GitHub users aim to sue Microsoft over AI tool

Once again, Artificial Intelligence (AI) appears at the center of criticism, in this case by GitHub users. There, the spotlight is on Microsoft for training an AI tool with its code. Apparently, “Copilot” was trained using billions of lines of open source code found on different sites, and one of them is GitHub. Because of this situation, open source coders are considering a class action lawsuit against the firm for training the AI tool.

A website has been generated to spearhead research on the company. Matthew Butterick, a programmer and attorney, is assembling a class action litigation team. With it, it is hoped that a lawsuit can be filed against the tool in question, called GitHub Copilot. Many have been suspicious of Microsoft, following the launch of Copilot, after it bought the collaborative coding platform in 2018.

GitHub and a whole conflict ahead

The tool was introduced as an extension to Microsoft’s Visual Studio coding environment. It uses prediction algorithms to auto-complete lines of code. For this purpose, the AI model called Codex has been used. It has been created and trained by OpenAI, using data extracted from the code repository on the open web.

Microsoft stated that the tool was “trained on tens of millions of public repositories” of code, including GitHub. The company believes we are in an “instance of transformative fair use.” At this point, obviously, there are several open source coders who disagree with this relationship.

Butterick expressed on his website that:

“Like Neo plugged into the Matrix, or a cow on a farm, Copilot wants to make us nothing more than producers of a resource to mine.”

The programmer and lawyer continued to expand on his vision by commenting that “even cows get food and shelter out of the deal. Copilot brings nothing to our individual projects. And nothing to open up the code widely.”

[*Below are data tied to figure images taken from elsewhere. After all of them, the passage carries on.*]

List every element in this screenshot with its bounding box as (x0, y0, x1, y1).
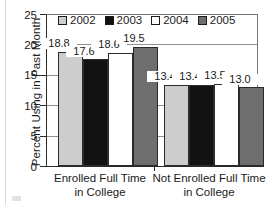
bar-not-enrolled-2005[interactable] (239, 87, 264, 166)
legend-swatch-icon-2002 (58, 16, 67, 25)
legend: 2002 2003 2004 2005 (58, 15, 235, 27)
y-tick-label-15: 15 (7, 70, 37, 82)
legend-label-2003: 2003 (117, 15, 143, 27)
bar-enrolled-2002[interactable] (58, 52, 83, 166)
legend-label-2002: 2002 (70, 15, 96, 27)
bars-layer (46, 14, 258, 166)
bar-not-enrolled-2004[interactable] (214, 84, 239, 166)
x-category-label-not-enrolled: Not Enrolled Full Time in College (152, 172, 266, 199)
legend-swatch-icon-2004 (151, 16, 160, 25)
legend-label-2004: 2004 (163, 15, 189, 27)
page-scan-artifact (12, 196, 21, 201)
legend-label-2005: 2005 (210, 15, 236, 27)
x-category-label-enrolled-line1: Enrolled Full Time (46, 172, 154, 186)
bar-enrolled-2005[interactable] (133, 47, 158, 166)
x-category-label-not-enrolled-line2: in College (152, 186, 266, 200)
legend-swatch-icon-2005 (198, 16, 207, 25)
x-category-label-not-enrolled-line1: Not Enrolled Full Time (152, 172, 266, 186)
legend-swatch-icon-2003 (105, 16, 114, 25)
bar-enrolled-2003[interactable] (83, 59, 108, 166)
bar-chart-figure: Percent Using in Past Month 25 20 15 10 … (0, 0, 275, 205)
legend-item-2005[interactable]: 2005 (198, 15, 236, 27)
page-scan-edge (5, 0, 6, 205)
y-tick-label-5: 5 (7, 131, 37, 143)
y-tick-label-10: 10 (7, 101, 37, 113)
value-label-not-enrolled-2005: 13.0 (222, 74, 258, 85)
y-axis-title: Percent Using in Past Month (30, 9, 42, 175)
x-axis-line (40, 166, 264, 167)
bar-not-enrolled-2002[interactable] (164, 85, 189, 167)
value-label-enrolled-2005: 19.5 (116, 33, 152, 44)
x-category-label-enrolled-line2: in College (46, 186, 154, 200)
y-tick-label-0: 0 (7, 162, 37, 174)
bar-enrolled-2004[interactable] (108, 53, 133, 166)
legend-item-2003[interactable]: 2003 (105, 15, 143, 27)
x-tick-mark-center (154, 166, 155, 171)
x-category-label-enrolled: Enrolled Full Time in College (46, 172, 154, 199)
legend-item-2002[interactable]: 2002 (58, 15, 96, 27)
legend-item-2004[interactable]: 2004 (151, 15, 189, 27)
bar-not-enrolled-2003[interactable] (189, 85, 214, 167)
y-tick-label-25: 25 (7, 10, 37, 22)
y-tick-label-20: 20 (7, 40, 37, 52)
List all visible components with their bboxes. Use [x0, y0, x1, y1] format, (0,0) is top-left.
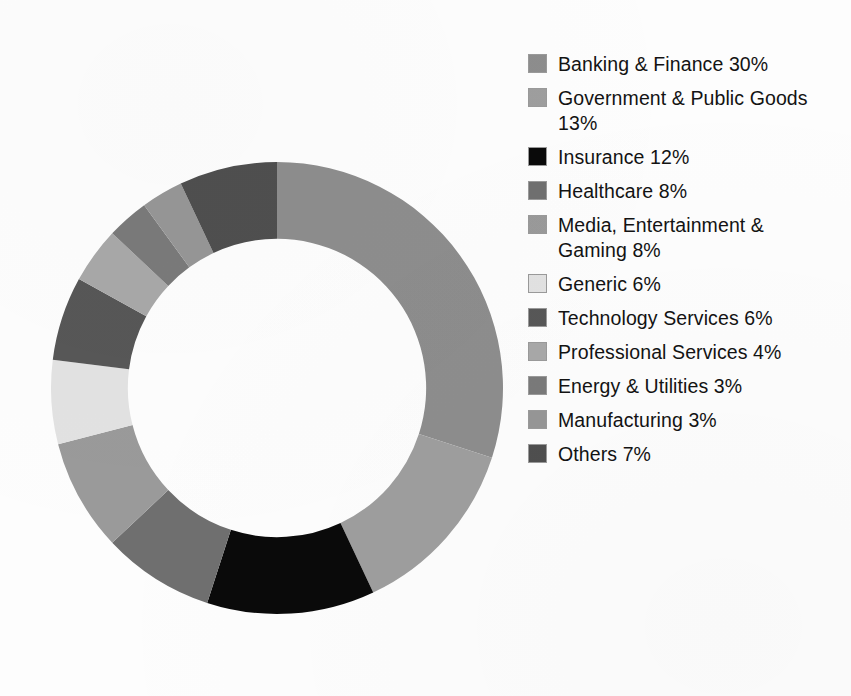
legend-item-technology-services[interactable]: Technology Services 6%: [528, 306, 838, 331]
donut-chart-svg: [50, 161, 504, 615]
legend-label-technology-services: Technology Services 6%: [558, 306, 773, 331]
legend-swatch-manufacturing: [528, 410, 547, 429]
donut-slice-banking-finance[interactable]: [277, 162, 503, 458]
donut-slice-group: [51, 162, 503, 614]
legend-label-generic: Generic 6%: [558, 272, 661, 297]
legend-item-banking-finance[interactable]: Banking & Finance 30%: [528, 52, 838, 77]
legend-item-energy-utilities[interactable]: Energy & Utilities 3%: [528, 374, 838, 399]
legend-swatch-generic: [528, 274, 547, 293]
donut-slice-government-public-goods[interactable]: [341, 434, 492, 592]
legend-item-others[interactable]: Others 7%: [528, 442, 838, 467]
legend-label-energy-utilities: Energy & Utilities 3%: [558, 374, 742, 399]
legend-item-professional-services[interactable]: Professional Services 4%: [528, 340, 838, 365]
legend-swatch-energy-utilities: [528, 376, 547, 395]
legend-item-manufacturing[interactable]: Manufacturing 3%: [528, 408, 838, 433]
legend-swatch-banking-finance: [528, 54, 547, 73]
legend-label-government-public-goods: Government & Public Goods 13%: [558, 86, 826, 136]
legend-swatch-insurance: [528, 147, 547, 166]
legend-swatch-healthcare: [528, 181, 547, 200]
legend-swatch-media-entertainment-gaming: [528, 215, 547, 234]
legend-label-manufacturing: Manufacturing 3%: [558, 408, 717, 433]
legend-swatch-technology-services: [528, 308, 547, 327]
legend-swatch-others: [528, 444, 547, 463]
legend-swatch-government-public-goods: [528, 88, 547, 107]
legend-label-insurance: Insurance 12%: [558, 145, 689, 170]
legend-item-government-public-goods[interactable]: Government & Public Goods 13%: [528, 86, 838, 136]
legend-item-insurance[interactable]: Insurance 12%: [528, 145, 838, 170]
legend-label-banking-finance: Banking & Finance 30%: [558, 52, 768, 77]
legend-label-professional-services: Professional Services 4%: [558, 340, 782, 365]
legend-item-healthcare[interactable]: Healthcare 8%: [528, 179, 838, 204]
donut-chart-figure: Banking & Finance 30%Government & Public…: [0, 0, 851, 696]
legend-label-media-entertainment-gaming: Media, Entertainment & Gaming 8%: [558, 213, 826, 263]
legend-label-others: Others 7%: [558, 442, 651, 467]
chart-legend: Banking & Finance 30%Government & Public…: [528, 52, 838, 476]
legend-label-healthcare: Healthcare 8%: [558, 179, 687, 204]
legend-item-generic[interactable]: Generic 6%: [528, 272, 838, 297]
legend-swatch-professional-services: [528, 342, 547, 361]
donut-chart-plot-area: [50, 161, 504, 615]
legend-item-media-entertainment-gaming[interactable]: Media, Entertainment & Gaming 8%: [528, 213, 838, 263]
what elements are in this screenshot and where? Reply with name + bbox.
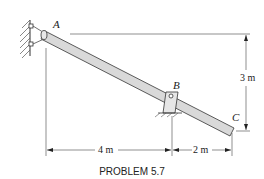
label-a: A — [52, 18, 60, 30]
collar-a — [41, 31, 47, 40]
bar-abc — [41, 31, 234, 137]
dimension-horizontal: 4 m 2 m — [47, 144, 231, 155]
problem-diagram: 3 m 4 m 2 m A B C PROBLEM 5.7 — [0, 0, 264, 179]
dim-bc-label: 2 m — [193, 144, 209, 155]
figure-caption: PROBLEM 5.7 — [99, 166, 165, 177]
label-b: B — [173, 79, 180, 91]
dim-vertical-label: 3 m — [240, 72, 256, 83]
dimension-vertical: 3 m — [240, 35, 256, 130]
label-c: C — [232, 111, 240, 123]
wall — [20, 20, 30, 58]
dim-ab-label: 4 m — [98, 144, 114, 155]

The views of other programmers

Increasingly, programmers have noticed that Copilot seems to copy their code in the resulting outputs. From Twitter, open source users have spoken out by leaving documentation of software examples. In them, you can see the lines of code that are surprisingly similar to those that can be seen in their own repositories.

GitHub was to issue a statement on the matter, stating that training data taken from public repositories “are not intended to be included verbatim in Codex results”. The analysis report shared by the platform stated that “the vast majority of the results (>99%) do not match the training data”.

For its part, Microsoft has placed the legal responsibility on the end user to ensure that the code Copilot sends does not violate any intellectual property laws. Butterick understands that this whole situation is a smokescreen and that GitHub Copilot, in practice, is a self-serving interface that hijacks your experience without offering anything in return.